Wednesday, March 9

Rebranding Islamic State as Qatar's Ikhwan boys scramble for a seat in Geneva

From Southfront's March 9 Syria battlefield video report:
... A top ISIS emir, Mahmoud Ahmad Al-Kaleezi, has been assassinated by unknown assailants in the Tabaqa Military airport on Mar.8. Al-Kaleezi is the third ISIS emir to be killed in the last 7 days.
On Mar.7, nearly 100 men left ISIS for the Faylaq al-Sham militant alliance in northern Aleppo. The pro-militant sources claimed that defectors had been mistreated at the hands of ISIS, including being repeatedly accused of treason.
On the other hand, there are numerous cases of sharing manpower among militant groups in Syria. Faylaq al-Sham has been formed from 19 different Islamist militant groups some of which directly affiliated with the Qatar-backed Syrian Muslim Brotherhood.
Considering Qatar’s role in the creation of ISIS, it could be suggested that the case of Mar. 7 is an attempt to re-brand ISIS militants excluded from the ceasefire supported by the US and Russia. ...
This is the first time I'm hearing that Qatar had a role in the creation of Islamic State. I would need to see evidence for that, unless one wants to say Al Jazeera, run by Qatar, prepared much ground for the thinking that led to IS. 

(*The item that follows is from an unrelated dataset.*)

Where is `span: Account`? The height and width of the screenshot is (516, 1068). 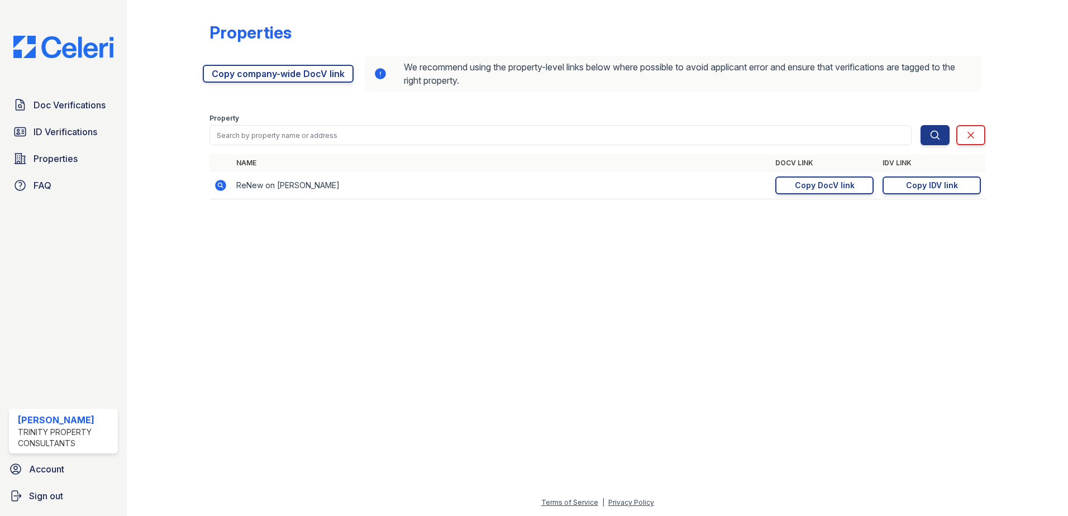 span: Account is located at coordinates (46, 469).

In any case, just to let the Emir of Qatar know, if he wants his crew to have a seat at the Syrian negotiating table, Geneva has been moved to the Russian Reconciliation Center, which opened last week at Hmeimim air force base.

So now opposition fighters who want to surrender to the Syrian government but can't get to a Syrian army outpost, or just want to hear it from the horse's mouth that they'll get protection from Russian air strikes if they stand up to Terrorist Inc, can head to Hmeimim to do their negotiating.  

I think the actual Geneva site for negotiations is now pretty much reserved for dealing with the Saudi High Negotiatons Committee or whatever Al Saud calls their bunch of cutthroats and toadies in Syria.

As to the Muslim Brotherhood, the emir is such a big fan I don't understand why he doesn't make room for them in Qatar. Or is he afraid they'll do in his country what they tried in Syria? And Egypt? And which they'll try in Turkey, sure as rain, now that Erdogan has given many of them refuge since the Syrian government got the wind up again about being overthrown by the Brothers.